-- DATA EXTRACTS --
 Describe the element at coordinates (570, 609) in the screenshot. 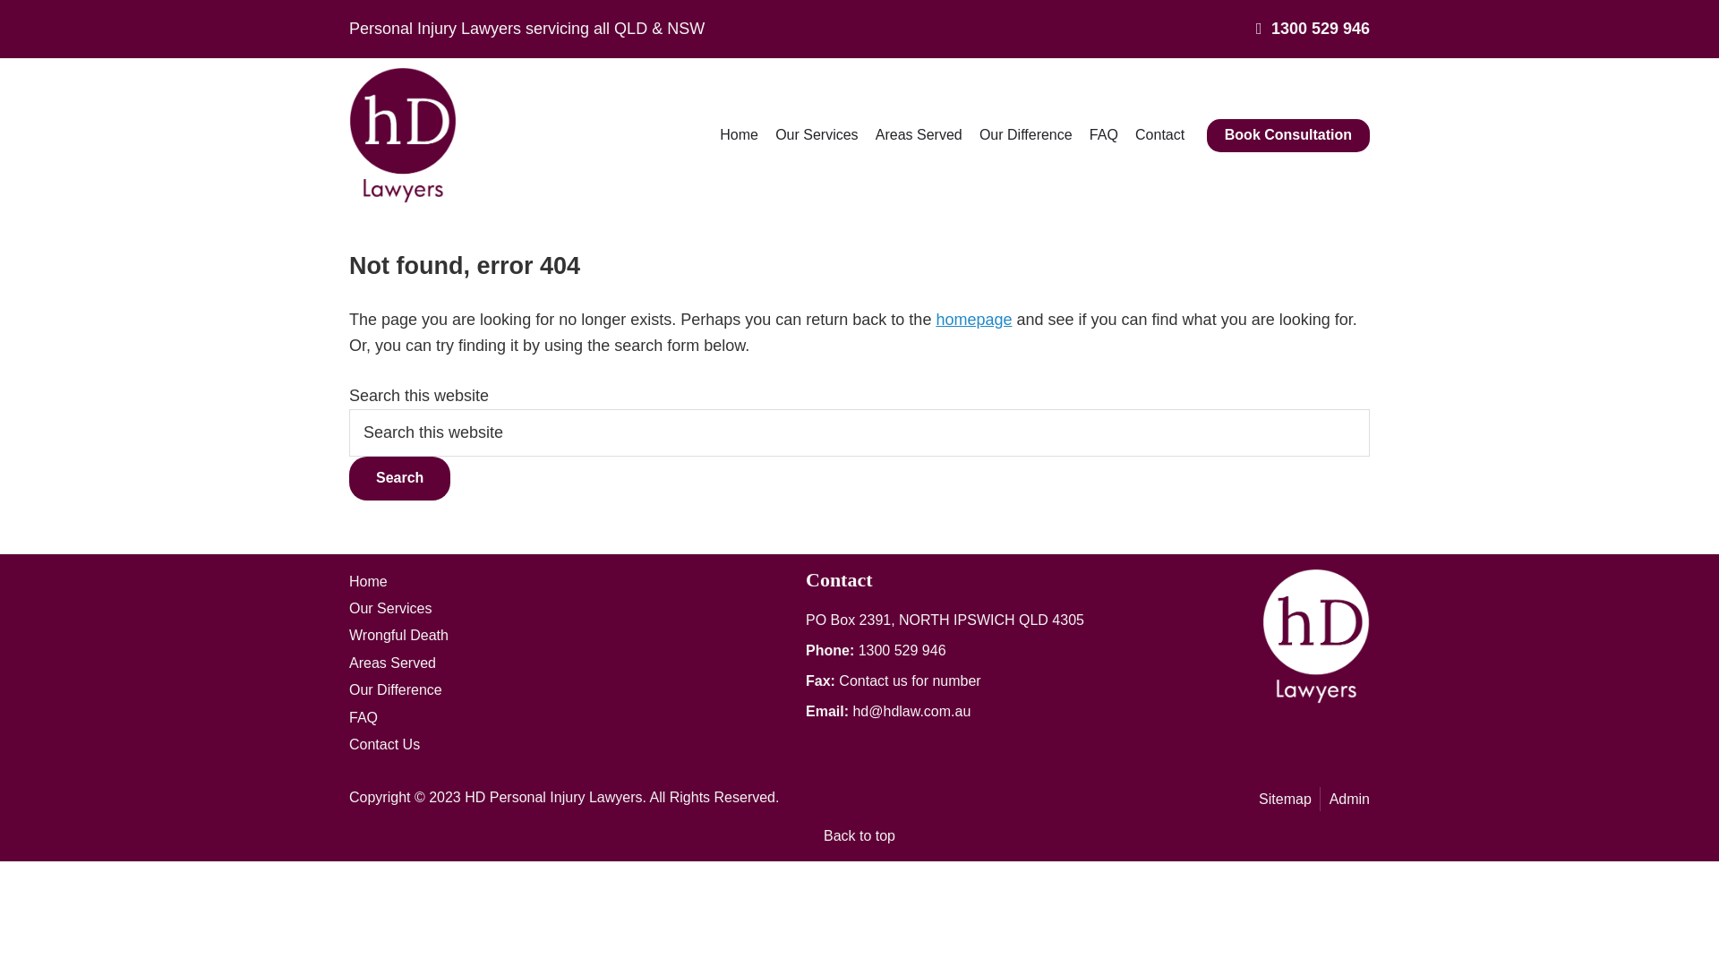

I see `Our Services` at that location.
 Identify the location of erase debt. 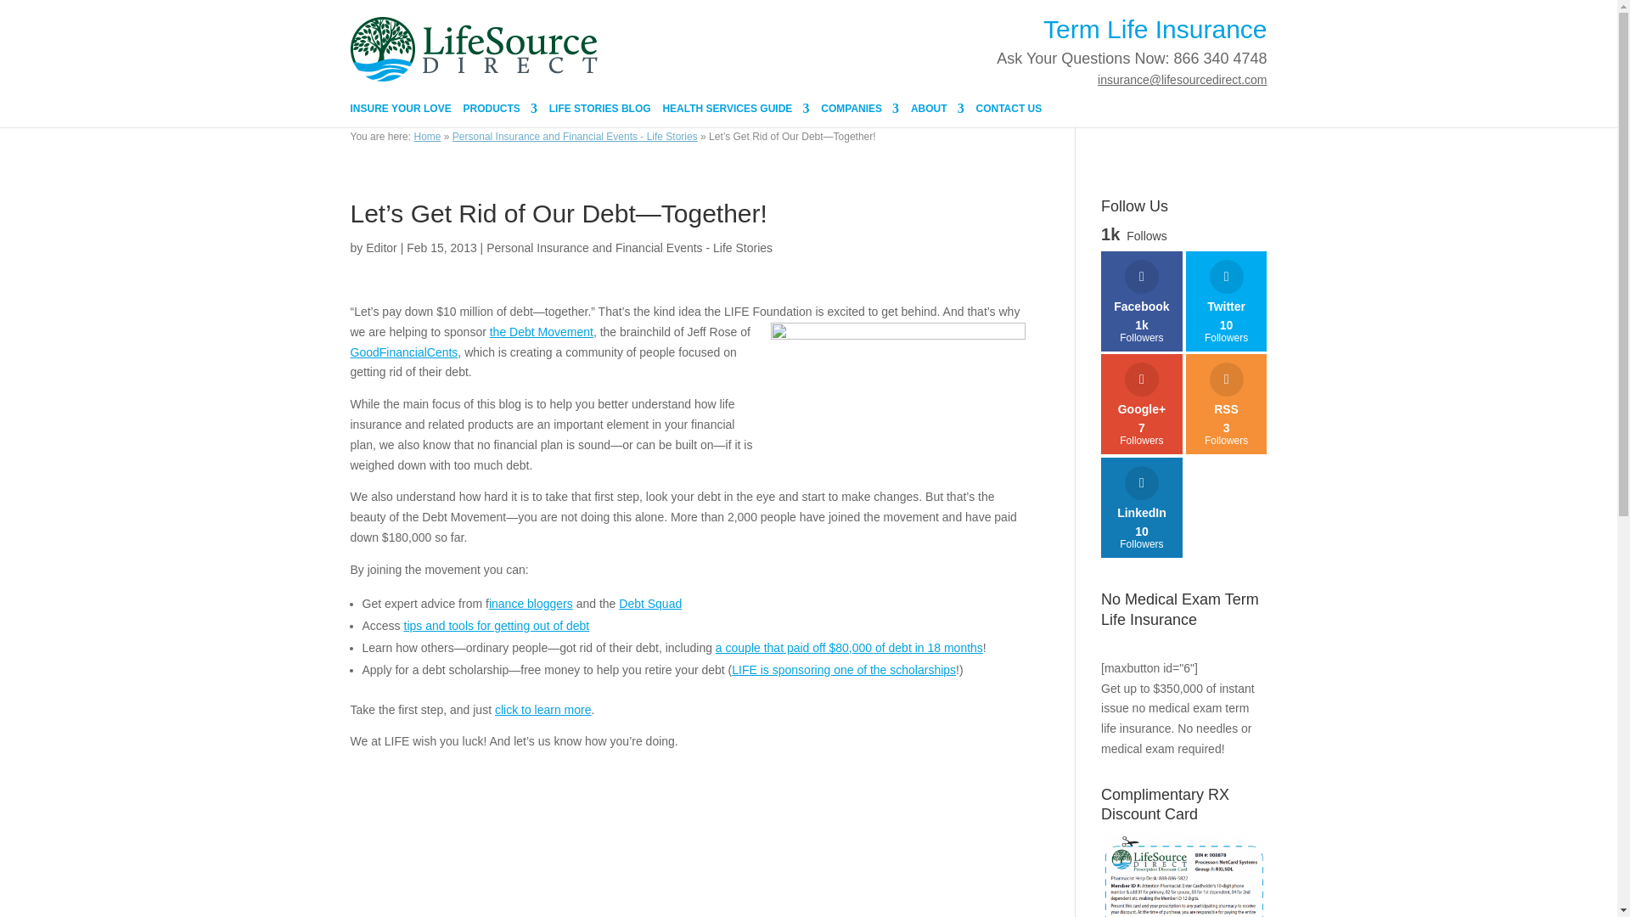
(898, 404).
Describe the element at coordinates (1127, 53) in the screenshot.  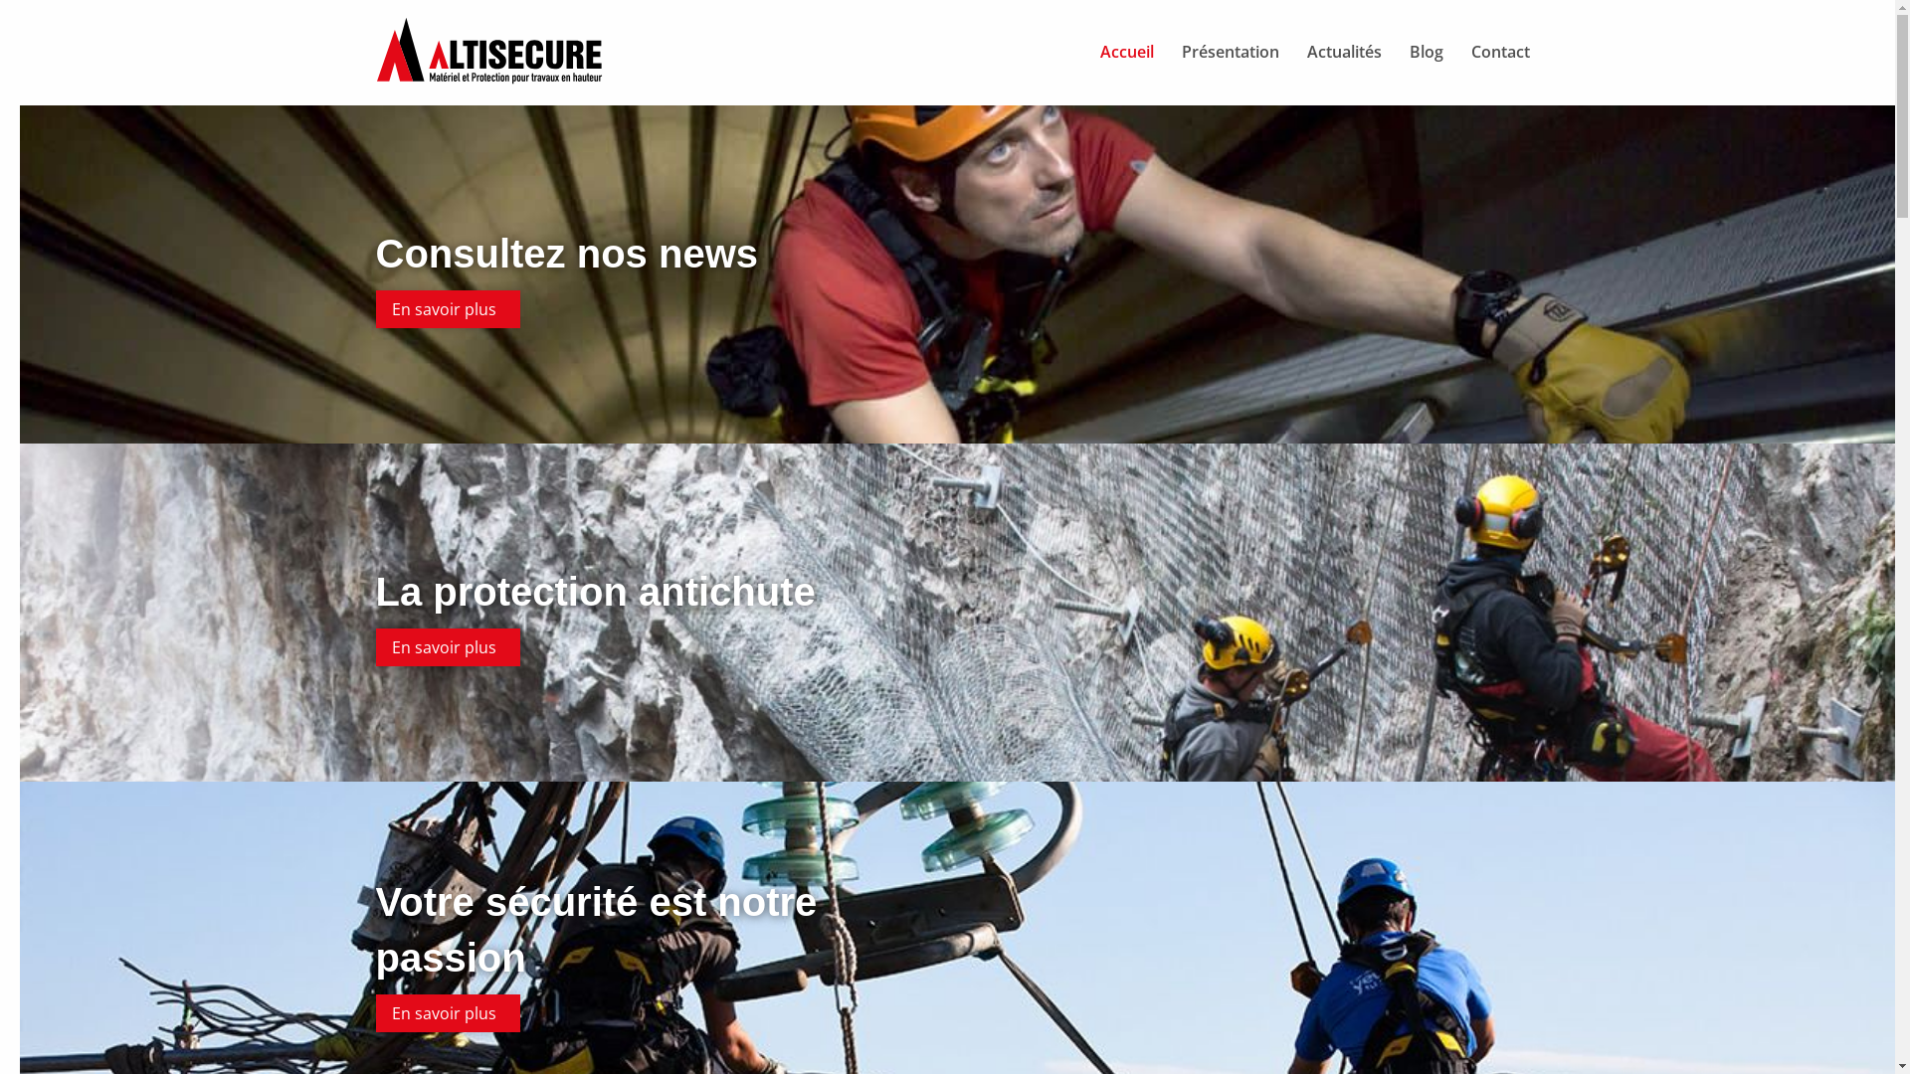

-- WHAT TO PRODUCE --
All of the data above needs to be retyped exactly, with the pictures removed.

-- ANSWER SECTION --
 Describe the element at coordinates (570, 609) in the screenshot. 

I see `Our Services` at that location.
 Identify the location of erase debt. 
(898, 404).
Describe the element at coordinates (1127, 53) in the screenshot.  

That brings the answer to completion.